I knew I had to re-bake the tarts, and that finally happened this week.  The photos are from the new tartlets, which we enjoyed every bit as much as the first ones.



n.o.e.'s notes:

- Dorie herself posted the recipe in her column for Serious Eats.

-  The first time I baked the tart, I used Dorie's tart crust, which I've made many times before, and love!  The filling was French strawberry jam, and I used the fresh strawberries by themselves.  I didn't add sugar or liquor to them, and forgot the black pepper.

-  The second time I baked the tart, I make gluten-free tart shells using Alice Medrich's shortbread base found in her cookie book, Chewy Gooey Crispy Crunchy Melt-in-Your-Mouth Cookies.  For the crust's sweetnener, I used golden palm sugar rather than plain white sugar, which gave it a golden color and a caramelized flavor.  This time I was home in Georgia and the French jam was still in California.  Rather than buy more strawberry jam I decided to make small batch Strawberry Honey Thyme Jam.  The jam was easy to make and delicious in flavor.  I again left the strawberries plain, and again I forgot the black pepper (darn!)

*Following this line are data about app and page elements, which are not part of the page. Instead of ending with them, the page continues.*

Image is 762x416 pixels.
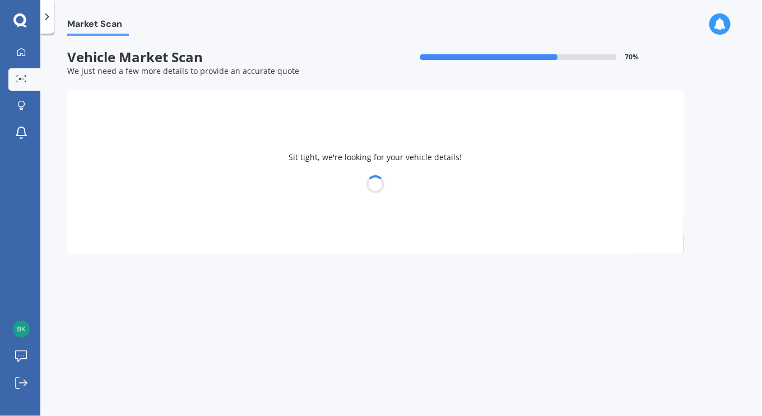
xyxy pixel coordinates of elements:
div: Sit tight, we're looking for your vehicle details! [67,90,684,254]
img: 4f3ebe1487e8481a85e28cb3068d6254 [13,321,30,338]
span: Market Scan [67,18,129,34]
span: Vehicle Market Scan [67,49,375,66]
span: We just need a few more details to provide an accurate quote [67,66,299,76]
span: 70 % [625,53,639,61]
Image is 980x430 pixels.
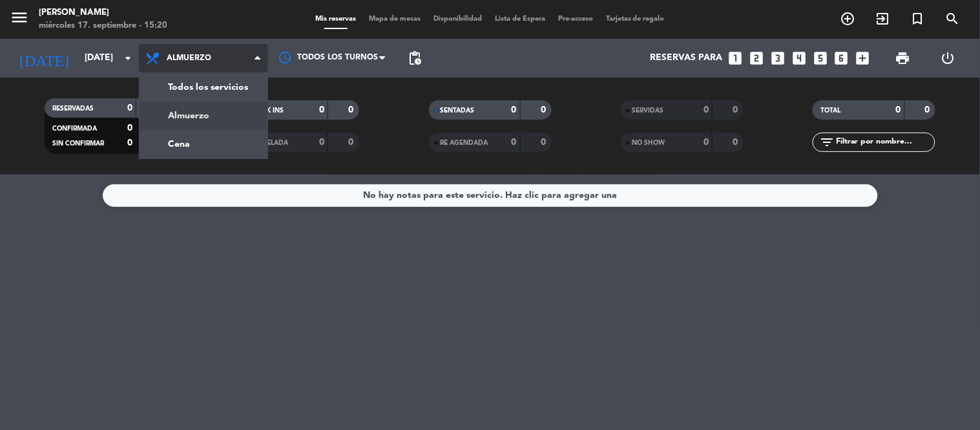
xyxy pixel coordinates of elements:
span: NO SHOW [632,140,665,146]
span: Lista de Espera [489,16,551,23]
i: looks_4 [790,50,807,67]
strong: 0 [540,105,548,114]
i: add_circle_outline [840,11,855,27]
strong: 0 [319,138,324,147]
i: turned_in_not [910,11,925,27]
strong: 0 [732,138,740,147]
strong: 0 [925,105,932,114]
i: exit_to_app [875,11,890,27]
i: arrow_drop_down [120,50,136,66]
i: menu [10,8,29,27]
span: Reservas para [649,53,722,63]
div: LOG OUT [925,39,970,78]
i: add_box [854,50,871,67]
span: Mis reservas [309,16,363,23]
div: [PERSON_NAME] [39,6,167,19]
span: Mapa de mesas [363,16,427,23]
a: Cena [140,130,268,158]
input: Filtrar por nombre... [834,135,934,149]
span: TOTAL [820,107,840,114]
a: Almuerzo [140,101,268,130]
i: power_settings_new [940,50,955,66]
i: looks_one [726,50,743,67]
strong: 0 [349,138,357,147]
span: RESERVADAS [52,105,94,112]
i: looks_6 [833,50,850,67]
div: miércoles 17. septiembre - 15:20 [39,19,167,32]
strong: 0 [540,138,548,147]
strong: 0 [896,105,901,114]
span: Pre-acceso [551,16,599,23]
span: Disponibilidad [427,16,489,23]
div: No hay notas para este servicio. Haz clic para agregar una [363,188,616,203]
span: Almuerzo [167,54,211,63]
i: filter_list [819,134,834,150]
i: looks_3 [769,50,786,67]
i: looks_5 [812,50,828,67]
strong: 0 [319,105,324,114]
a: Todos los servicios [140,73,268,101]
strong: 0 [511,105,516,114]
span: CONFIRMADA [52,125,97,132]
i: [DATE] [10,44,78,72]
strong: 0 [127,103,133,112]
strong: 0 [511,138,516,147]
span: RE AGENDADA [441,140,489,146]
span: SENTADAS [441,107,475,114]
span: pending_actions [407,50,423,66]
i: search [945,11,960,27]
strong: 0 [703,138,708,147]
span: CANCELADA [248,140,288,146]
strong: 0 [732,105,740,114]
span: SIN CONFIRMAR [52,140,104,147]
span: print [895,50,910,66]
span: SERVIDAS [632,107,664,114]
strong: 0 [703,105,708,114]
span: Tarjetas de regalo [599,16,671,23]
i: looks_two [748,50,764,67]
strong: 0 [127,123,133,133]
strong: 0 [349,105,357,114]
button: menu [10,8,29,32]
strong: 0 [127,138,133,147]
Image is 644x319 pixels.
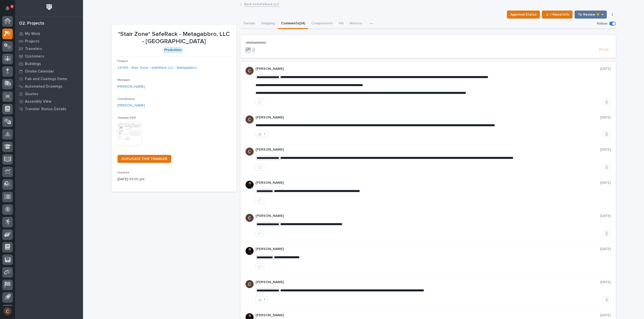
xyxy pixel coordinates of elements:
a: Buildings [15,60,83,68]
span: Coordinator [117,98,135,101]
button: Delete post [603,99,611,106]
p: [DATE] [600,280,611,285]
button: like this post [256,264,264,270]
a: Travelers [15,45,83,53]
span: DUPLICATE THIS TRAVELER [121,158,167,161]
a: My Work [15,30,83,37]
p: Buildings [25,62,41,66]
p: Customers [25,54,44,59]
span: Project [117,60,128,63]
p: [PERSON_NAME] [256,214,600,218]
img: AGNmyxaji213nCK4JzPdPN3H3CMBhXDSA2tJ_sy3UIa5=s96-c [245,116,253,123]
button: Post [597,47,611,53]
p: [PERSON_NAME] [256,181,600,186]
a: Quotes [15,90,83,98]
a: Onsite Calendar [15,68,83,75]
button: To Review 👨‍🏭 → [574,11,607,19]
img: zmKUmRVDQjmBLfnAs97p [245,248,253,255]
p: [DATE] [600,116,611,120]
p: [DATE] [600,248,611,251]
button: Shipping [258,19,278,29]
button: Delete post [603,231,611,237]
span: Approval Status [510,12,536,18]
a: Projects [15,37,83,45]
p: 9 [11,5,13,9]
p: [DATE] [600,67,611,71]
a: Customers [15,53,83,60]
p: Follow [597,22,607,26]
img: zmKUmRVDQjmBLfnAs97p [245,181,253,189]
p: Quotes [25,92,38,96]
span: To Review 👨‍🏭 → [578,12,604,18]
span: ⏳ I Need Info [545,12,569,18]
button: FAI [336,19,346,29]
img: AGNmyxaji213nCK4JzPdPN3H3CMBhXDSA2tJ_sy3UIa5=s96-c [245,147,253,156]
button: like this post [256,231,264,237]
a: DUPLICATE THIS TRAVELER [117,155,171,163]
p: [PERSON_NAME] [256,116,600,120]
span: Post [599,47,608,53]
img: AGNmyxaji213nCK4JzPdPN3H3CMBhXDSA2tJ_sy3UIa5=s96-c [245,67,253,75]
a: Automated Drawings [15,83,83,90]
p: *Stair Zone* SafeRack - Metagabbro, LLC - [GEOGRAPHIC_DATA] [117,30,231,45]
a: Fab and Coatings Items [15,75,83,83]
a: 24769 - Stair Zone - SafeRack LLC - Metagabbro, [117,65,197,71]
button: Delete post [603,131,611,137]
button: 1 [256,131,267,137]
button: Components [308,19,336,29]
p: Traveler Status Details [25,107,66,112]
p: [PERSON_NAME] [256,248,600,251]
div: Production [163,47,183,54]
button: 1 [256,296,267,303]
button: Approval Status [506,11,540,19]
p: Automated Drawings [25,85,62,89]
div: Notifications9 [6,6,13,14]
button: Notifications [2,3,13,13]
button: Comments (24) [278,19,308,29]
button: Delete post [603,164,611,171]
a: Back toSafeRack LLC [244,1,280,7]
p: [DATE] [600,181,611,186]
div: 1 [264,133,266,136]
button: Details [240,19,258,29]
p: [PERSON_NAME] [256,67,600,71]
button: like this post [256,99,264,106]
img: AGNmyxaji213nCK4JzPdPN3H3CMBhXDSA2tJ_sy3UIa5=s96-c [245,214,253,222]
button: like this post [256,197,264,204]
p: [DATE] [600,147,611,152]
div: 1 [264,298,266,302]
button: like this post [256,164,264,171]
button: Metrics [346,19,365,29]
p: Travelers [25,47,42,51]
button: ⏳ I Need Info [541,11,573,19]
img: AGNmyxaji213nCK4JzPdPN3H3CMBhXDSA2tJ_sy3UIa5=s96-c [245,280,253,289]
p: [PERSON_NAME] [256,147,600,152]
button: Delete post [603,296,611,303]
p: [DATE] [600,214,611,218]
div: 02. Projects [19,21,44,26]
a: Traveler Status Details [15,106,83,113]
span: Traveler PDF [117,116,136,120]
p: [DATE] 03:00 pm [117,177,231,182]
p: [PERSON_NAME] [256,314,600,317]
img: Workspace Logo [44,2,54,12]
p: [PERSON_NAME] [256,280,600,285]
p: Onsite Calendar [25,69,54,74]
a: Assembly View [15,98,83,106]
p: Fab and Coatings Items [25,77,67,81]
span: Created [117,172,129,175]
a: [PERSON_NAME] [117,103,144,109]
span: Manager [117,78,130,81]
p: Assembly View [25,99,51,104]
a: [PERSON_NAME] [117,84,144,89]
p: [DATE] [600,314,611,317]
p: My Work [25,32,40,36]
p: Projects [25,39,40,43]
button: users-avatar [2,307,13,317]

-  The recipe is interesting because all of the elements are kept separate until the time that the tart is served.  When one big tart is made, the shell is sliced, then spread with the jam and the strawberries are piled on top.

-  I usually find that making mini tarts adversely changes the recipe's proportion of crust to filling but in this case, the tart is assembled after the crust is fully baked, and the jam and berries can be increased or decreased to taste.  In fact, the berries are supposed to spill over the crust.

the verdict:

The recipe sounds so unassuming, a few simple elements, no big deal, but let me tell you: This was a sleeper of a recipe! We loved these tarts. (Both versions!)  The juicy fresh strawberries played off of the sweet strawberry preserves, all in the context of a buttery, almost cookie-like crust.  It's a perfect summer make-ahead dessert, and can be varied with whatever berries happen to be in season.



Tuesday, July 3, 2012

Blueberry Sour Cream Ice Cream



In much of the US in recent days the weather has been just a bit warm shall we say?  I saw the forecast of the advancing heat wave, and prepared to hunker down: changed the filters in the air conditioning system, dug out shorts and tank tops, and closed the blinds against the strong afternoon sun.

And I made ice cream.

The Tuesdays With Dorie group choose Blueberry Sour Cream Ice Cream soon after I joined the group in 2008.  I didn't have an ice cream maker at the time, so I took and excused absence and baked something different that week.  But now that I'm trying to finish every recipe in Dorie Greenspan's book, Baking From My Home to Yours, and with a well-broken-in ice cream maker in its permanent spot on my kitchen counter, this week was the perfect time for me to make that recipe.

n.o.e.'s notes:

- You can find the recipe on the post of the original TWD host for this recipe, Chronicles of Culinary Curiosity.

-  Some lovely local blueberries came in my farm box, so that's what I used for the ice cream.    I like that Dorie gives flexibility to add sugar and lemon juice to taste; I added slightly less sugar and a solid dose of lemon juice.  I cut the amount of sour cream by a little bit because I didn't want it to mask the blueberry flavor.

-  After I finished making the ice cream base I gave it a little taste.  The blueberry flavor seemed a bit mild and I debated whether to make up more of the cooked, pureed blueberries and add them, but in the end I decided that I'd leave the ice cream as it was, and add some fresh blueberries or blueberry sauce when I served it, if we thought it needed something.

the verdict:

I brought this ice cream to dinner with some friends. (I packed it in this container so it wouldn't melt in the 106 degree heat)  Everyone finished eating the ice cream, but nobody raved.  To me it fell somewhere between "OK" and "not that great,"  The texture was nice and creamy, the sour cream added just the right amount of tang, but the blueberry flavor was too faint.  I think the ice cream could have benefited from a lot more blueberries.  My husband agreed, "Something about the blueberries didn't go with the creaminess."  It was cold, though, and a beautiful color!